KINSMAN’S OATH By Susan Krinard

There was no question of stopping. Ronan ground his mouth against hers with equal savagery, and in moments they were wrestling out of their shipsuits in the pod’s cramped quarters, flailing arms and legs and frantic caresses.

Cynara sat astride him, thighs pressed to his hips. She plunged down, swallowed him up, and began to ride him without mercy. But he did not allow her to finish. With that remarkable strength that could still surprise her, he braced his feet on the deck and stood, carrying her with him. He held her impaled and neatly laid her back on the adjoining seat, fully reclining it without interrupting the flow of his motion.

She wrapped her legs around his waist and let him set the new rhythm. When he slowed to kiss her, she drew him back. They had to stay together, be together every moment, in every way.

“Cynara,” he whispered, half groan. She locked her hands behind his neck and pulled his head into the crook of her shoulder. His breath scalded her neck. He pierced her through, all the way to her soul.

Their minds touched, but nothing so crude as thoughts passed between them. It was all emotion.

Love.

Love swept every lesser passion before it, burned the simpleminded schemes of mere humans to cosmic ash. The yacht’s frame dissolved around them. Two beings freed of mortal constraint spread wings and soared on the tides of space, gathering warmth and nourishment from a thousand suns.

They danced, as ancient legend said angels did in heaven. They passed through the artificial constructs humans and shaauri called borders and scorned the petty conflicts far below. Ronan flung himself into a star and emerged again whole, every scar erased from his body, glowing like some glorious creature constructed of light and dreams. Then, laughing, he plunged through Cynara’s incorporeal body and wrapped her in the vastness of his embrace.

No one, nothing stood in their way. They were gods, complete in understanding, invulnerable to the fetters that bound ordinary creatures. They were one.

The universe exploded, casting forth its countless multitudes of stars. Cynara returned to her own body, shivering with astonishment. The transcendent emotions she had grasped so briefly had faded. She knew mortal intelligence was not meant to live that way, that the human mind could not compass such perfection and survive.

But she felt no regret, no fear. Her body was sated, and her mind was at rest. A part of her had remained separate, inviolate even during the height of passion, and that part smoothly assumed control once more. She looked on the universe with calm, dispassionate reason.

Love. Was that truly what she’d felt in Ronan, or had it been an illusion? Could she trust emotions dredged up in the midst of sublime physical union? She’d admitted her feelings, but Ronan couldn’t freely return them while he harbored such conflicting loyalties.

Whatever they’d shared during their lovemaking, she was quite sure that Ronan hadn’t glimpsed her immediate plans. And when he discovered them, he wouldn’t be able to prevent them.

The proximity alarm sounded with sharp finality. Ronan stirred but didn’t open his eyes.

Cynara rose to dress, carefully guarding her thoughts. She touched the panel on her wristcom to silence the alarm.

“You’d better dress and web in,” she said.

He groaned softly but obeyed, and she stepped outside the pod to set the yacht’s autopilot. When she returned to the pod, Ronan stood beside his seat, bent under the low overhead, and gazed at her solemnly as if he expected a wrenching farewell.

Don’t slip now, she told herself. “Sit. We still have a little time left.”

With a slight frown Ronan perched on the edge of his seat. Cynara lay back in the second seat as if to make herself comfortable and tapped her wristcom.

The hatch sealed with a click, and then the pod shuddered and broke free of its clamps.

Ronan half rose. “What have you done?”

“I instructed the yacht to eject the lifepod on my command. Too late to stop it now.” The pod’s engine came to life, and she pulled the webbing over her hips and chest. “One minute until we enter the wormhole. I suggest you web in.”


#### [AIM OF THE TASK]
Leaving out every picture, quote the data below exactly as it appears.
::: RECORDS FOR THE EXERCISE :::
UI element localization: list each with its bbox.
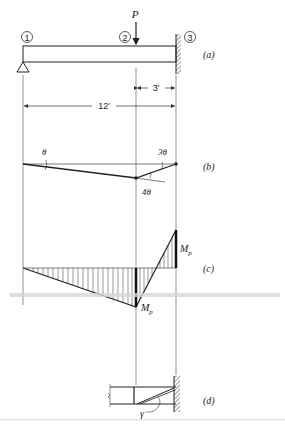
- panel-b-mechanism: θ 3θ 4θ (b): [23, 147, 215, 197]
- guide-lines: [23, 68, 176, 385]
- mp-label-top: Mp: [179, 243, 192, 257]
- beam: [23, 46, 176, 62]
- panel-label-b: (b): [203, 161, 215, 173]
- pin-support-icon: [17, 62, 29, 72]
- rotation-theta: θ: [42, 147, 47, 157]
- rotation-3theta: 3θ: [157, 147, 168, 157]
- node-label-1: 1: [24, 33, 29, 43]
- rotation-4theta: 4θ: [142, 187, 152, 197]
- angle-gamma: γ: [140, 408, 145, 419]
- panel-label-a: (a): [203, 49, 215, 61]
- panel-label-c: (c): [203, 263, 215, 275]
- scan-band-bottom: [0, 419, 285, 421]
- plastic-hinge-3: [174, 162, 178, 166]
- mp-label-bottom: Mp: [140, 302, 153, 316]
- node-label-3: 3: [187, 33, 192, 43]
- fixed-wall-icon: [176, 34, 181, 74]
- panel-a-beam: 1 2 3 P (a): [17, 8, 215, 74]
- fixed-wall-icon-detail: [174, 376, 180, 412]
- dimension-3ft: 3': [153, 83, 160, 93]
- collapse-mechanism: [23, 164, 176, 178]
- beam-diagram: 1 2 3 P (a) 3' 12' θ 3θ 4θ (b): [0, 0, 285, 426]
- panel-label-d: (d): [203, 395, 215, 407]
- panel-d-detail: γ (d): [108, 376, 215, 419]
- plastic-hinge-2: [134, 176, 138, 180]
- dimension-12ft: 12': [98, 101, 110, 111]
- load-label: P: [131, 8, 139, 20]
- node-label-2: 2: [122, 33, 127, 43]
- panel-c-moment-diagram: Mp Mp (c): [23, 230, 215, 316]
- scan-band: [10, 293, 280, 297]
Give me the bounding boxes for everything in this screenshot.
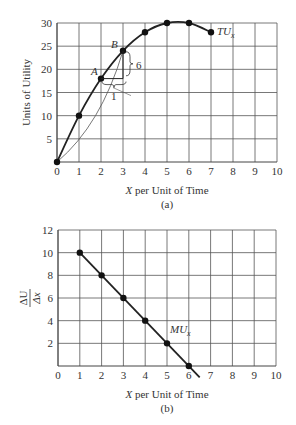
data-point (208, 29, 214, 35)
run-label: 1 (111, 90, 117, 102)
y-axis-label: ΔUΔx (17, 289, 42, 307)
data-point (54, 159, 60, 165)
x-tick-label: 5 (164, 165, 170, 177)
x-tick-label: 5 (164, 369, 170, 381)
x-axis-label: X per Unit of Time (124, 184, 208, 196)
y-tick-label: 30 (41, 17, 53, 29)
data-point (77, 249, 83, 255)
x-tick-label: 4 (142, 369, 148, 381)
chart-canvas: 01234567891051015202530X per Unit of Tim… (0, 0, 296, 425)
tu-curve-label: TUx (217, 25, 235, 40)
data-point (142, 317, 148, 323)
mu-line-label: MUx (169, 323, 191, 338)
x-tick-label: 10 (271, 369, 283, 381)
y-axis-label: Units of Utility (20, 58, 32, 126)
y-tick-label: 15 (41, 87, 53, 99)
x-axis-label: X per Unit of Time (124, 388, 208, 400)
x-tick-label: 0 (54, 165, 60, 177)
y-tick-label: 20 (41, 63, 53, 75)
y-tick-label: 8 (48, 269, 54, 281)
x-tick-label: 7 (208, 369, 214, 381)
chord-line (57, 51, 123, 162)
y-tick-label: 10 (41, 110, 53, 122)
y-tick-label: 4 (48, 315, 54, 327)
x-tick-label: 9 (252, 165, 258, 177)
y-tick-label: 5 (47, 133, 53, 145)
panel-label: (b) (161, 402, 174, 415)
data-point (186, 20, 192, 26)
y-label-numerator: ΔU (17, 290, 29, 305)
x-tick-label: 8 (230, 165, 236, 177)
x-tick-label: 3 (121, 369, 127, 381)
x-tick-label: 3 (120, 165, 126, 177)
data-point (76, 112, 82, 118)
x-tick-label: 1 (76, 165, 82, 177)
data-point (164, 340, 170, 346)
y-tick-label: 12 (42, 224, 53, 236)
panel-label: (a) (161, 198, 174, 211)
rise-label: 6 (136, 59, 142, 71)
x-tick-label: 10 (272, 165, 284, 177)
y-label-denominator: Δx (30, 292, 42, 304)
x-tick-label: 2 (99, 369, 105, 381)
x-tick-label: 1 (77, 369, 83, 381)
x-tick-label: 4 (142, 165, 148, 177)
data-point (142, 29, 148, 35)
point-a-label: A (90, 65, 98, 77)
y-tick-label: 10 (42, 247, 54, 259)
y-tick-label: 6 (48, 292, 54, 304)
run-brace (102, 82, 126, 88)
y-tick-label: 2 (48, 337, 54, 349)
panel-b-marginal-utility: 01234567891024681012X per Unit of Time(b… (17, 224, 282, 415)
x-tick-label: 6 (186, 369, 192, 381)
grid (57, 23, 277, 162)
data-point (98, 272, 104, 278)
x-tick-label: 7 (208, 165, 214, 177)
y-tick-label: 25 (41, 40, 53, 52)
data-point (186, 363, 192, 369)
rise-brace (126, 52, 133, 76)
panel-a-total-utility: 01234567891051015202530X per Unit of Tim… (20, 17, 283, 211)
x-tick-label: 8 (230, 369, 236, 381)
x-tick-label: 9 (251, 369, 257, 381)
tu-curve (57, 22, 211, 162)
x-tick-label: 6 (186, 165, 192, 177)
x-tick-label: 0 (55, 369, 61, 381)
data-point (164, 20, 170, 26)
point-b-label: B (111, 38, 118, 50)
x-tick-label: 2 (98, 165, 104, 177)
mu-line (80, 253, 200, 378)
data-point (120, 295, 126, 301)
:::
#### [WRITTEN SOLUTION]
UI element localization: list each with its bbox.
- panel-b-mechanism: θ 3θ 4θ (b): [23, 147, 215, 197]
- guide-lines: [23, 68, 176, 385]
- mp-label-top: Mp: [179, 243, 192, 257]
- beam: [23, 46, 176, 62]
- panel-label-b: (b): [203, 161, 215, 173]
- pin-support-icon: [17, 62, 29, 72]
- rotation-theta: θ: [42, 147, 47, 157]
- rotation-3theta: 3θ: [157, 147, 168, 157]
- node-label-1: 1: [24, 33, 29, 43]
- rotation-4theta: 4θ: [142, 187, 152, 197]
- angle-gamma: γ: [140, 408, 145, 419]
- panel-label-a: (a): [203, 49, 215, 61]
- panel-label-c: (c): [203, 263, 215, 275]
- scan-band-bottom: [0, 419, 285, 421]
- plastic-hinge-3: [174, 162, 178, 166]
- mp-label-bottom: Mp: [140, 302, 153, 316]
- node-label-3: 3: [187, 33, 192, 43]
- fixed-wall-icon: [176, 34, 181, 74]
- panel-a-beam: 1 2 3 P (a): [17, 8, 215, 74]
- fixed-wall-icon-detail: [174, 376, 180, 412]
- dimension-3ft: 3': [153, 83, 160, 93]
- collapse-mechanism: [23, 164, 176, 178]
- beam-diagram: 1 2 3 P (a) 3' 12' θ 3θ 4θ (b): [0, 0, 285, 426]
- panel-label-d: (d): [203, 395, 215, 407]
- panel-d-detail: γ (d): [108, 376, 215, 419]
- plastic-hinge-2: [134, 176, 138, 180]
- dimension-12ft: 12': [98, 101, 110, 111]
- load-label: P: [131, 8, 139, 20]
- node-label-2: 2: [122, 33, 127, 43]
- panel-c-moment-diagram: Mp Mp (c): [23, 230, 215, 316]
- scan-band: [10, 293, 280, 297]
Give me the bounding boxes for everything in this screenshot.
data-point (208, 29, 214, 35)
run-label: 1 (111, 90, 117, 102)
y-axis-label: ΔUΔx (17, 289, 42, 307)
data-point (54, 159, 60, 165)
x-tick-label: 5 (164, 165, 170, 177)
x-tick-label: 5 (164, 369, 170, 381)
x-axis-label: X per Unit of Time (124, 184, 208, 196)
y-tick-label: 30 (41, 17, 53, 29)
data-point (77, 249, 83, 255)
x-tick-label: 4 (142, 369, 148, 381)
chart-canvas: 01234567891051015202530X per Unit of Tim… (0, 0, 296, 425)
tu-curve-label: TUx (217, 25, 235, 40)
data-point (142, 317, 148, 323)
mu-line-label: MUx (169, 323, 191, 338)
x-tick-label: 10 (271, 369, 283, 381)
y-axis-label: Units of Utility (20, 58, 32, 126)
y-tick-label: 15 (41, 87, 53, 99)
x-axis-label: X per Unit of Time (124, 388, 208, 400)
x-tick-label: 0 (54, 165, 60, 177)
y-tick-label: 20 (41, 63, 53, 75)
y-tick-label: 8 (48, 269, 54, 281)
x-tick-label: 7 (208, 369, 214, 381)
chord-line (57, 51, 123, 162)
y-tick-label: 10 (41, 110, 53, 122)
y-tick-label: 4 (48, 315, 54, 327)
x-tick-label: 9 (252, 165, 258, 177)
y-tick-label: 5 (47, 133, 53, 145)
panel-label: (b) (161, 402, 174, 415)
data-point (186, 20, 192, 26)
y-label-numerator: ΔU (17, 290, 29, 305)
x-tick-label: 8 (230, 165, 236, 177)
x-tick-label: 3 (121, 369, 127, 381)
x-tick-label: 3 (120, 165, 126, 177)
data-point (76, 112, 82, 118)
x-tick-label: 1 (76, 165, 82, 177)
data-point (164, 340, 170, 346)
y-tick-label: 12 (42, 224, 53, 236)
panel-label: (a) (161, 198, 174, 211)
rise-label: 6 (136, 59, 142, 71)
x-tick-label: 10 (272, 165, 284, 177)
y-label-denominator: Δx (30, 292, 42, 304)
x-tick-label: 2 (99, 369, 105, 381)
x-tick-label: 1 (77, 369, 83, 381)
x-tick-label: 4 (142, 165, 148, 177)
data-point (142, 29, 148, 35)
point-a-label: A (90, 65, 98, 77)
y-tick-label: 10 (42, 247, 54, 259)
y-tick-label: 6 (48, 292, 54, 304)
run-brace (102, 82, 126, 88)
y-tick-label: 2 (48, 337, 54, 349)
panel-b-marginal-utility: 01234567891024681012X per Unit of Time(b… (17, 224, 282, 415)
x-tick-label: 6 (186, 369, 192, 381)
grid (57, 23, 277, 162)
data-point (98, 272, 104, 278)
x-tick-label: 7 (208, 165, 214, 177)
y-tick-label: 25 (41, 40, 53, 52)
data-point (186, 363, 192, 369)
rise-brace (126, 52, 133, 76)
panel-a-total-utility: 01234567891051015202530X per Unit of Tim… (20, 17, 283, 211)
x-tick-label: 8 (230, 369, 236, 381)
x-tick-label: 9 (251, 369, 257, 381)
tu-curve (57, 22, 211, 162)
x-tick-label: 6 (186, 165, 192, 177)
x-tick-label: 0 (55, 369, 61, 381)
data-point (164, 20, 170, 26)
point-b-label: B (111, 38, 118, 50)
x-tick-label: 2 (98, 165, 104, 177)
mu-line (80, 253, 200, 378)
data-point (120, 295, 126, 301)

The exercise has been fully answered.